Options
2019
Journal Article
Titel
Paths of technology upgrading in the BRICS economies
Abstract
This paper explores technology upgrading of BRICS economies based on a three-pronged approach, which distinguishes between the intensity of technology upgrading, structural change and global interaction. We develop a statistical framework based on patent indicators to measure technological upgrading and apply it to BRICS economies in the period 19802015. The paper shows that there is no single path of technology upgrading. Instead, we find several unique paths with different trade-offs between intensity, structural change and the nature of the global interaction. All BRICS economies display increased generation of frontier technological activities, while China and Russia have also increased the intensity of behind frontier technological activities.

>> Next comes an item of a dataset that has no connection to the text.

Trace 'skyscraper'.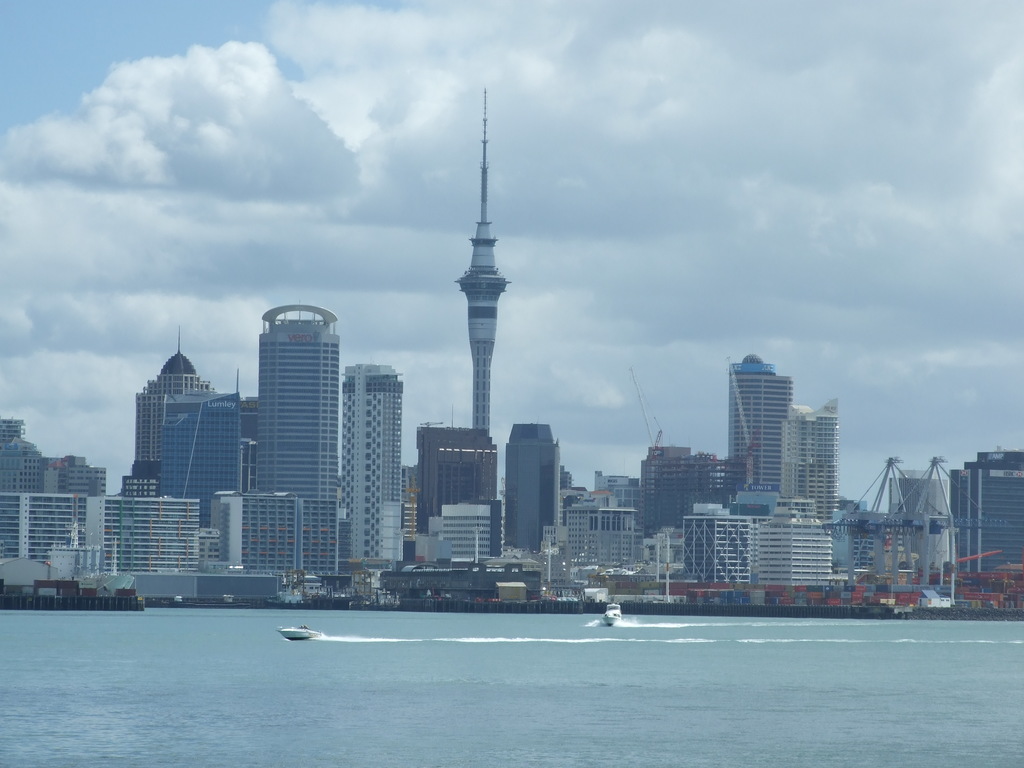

China has also diversified its technolog y knowledge base and entered into dynamic frontier areas. With increasing intensity of frontier technology activities of the BRICS, the relative, but not absolute, the importance of foreign actors and international collaboration has declined. However, BRICS economies seem to lack the organisational and complementary capabilities to match the extent of technology sourcing from abroad, observed in high-income countries. Our result represents the application of a new conceptual framework and contributes to assessing the sustainability of innovation-based growth among BRICS. Technological development and innovation have long been a center of intensive research in economic and business studies (Fagerberg et al., 2010). There is an increasing unanimity in the literature on the role that technological development can play as the key factor for both economic growth and business competitiveness (Schumpeter, 1934; Pavitt, 1963; Freeman, 2004; Andries and Faems, 2013; Shubbak, 2018). Accordingly, growing empirical evidence highlights the vital role of accumulating domestic technological capabilities for developing economies in order to be able to absorb, adopt, and further develop advanced technologies (Mowery and Nelson, 2001; Malerba and Nelson, 2011; Shubbak, 2019). Successful catching-up processes in latecomer economies are usually accompanied by deep learning, k nowledge accumulation, and technical change procedures (Lall, 1992; Ernst and Kim, 2002).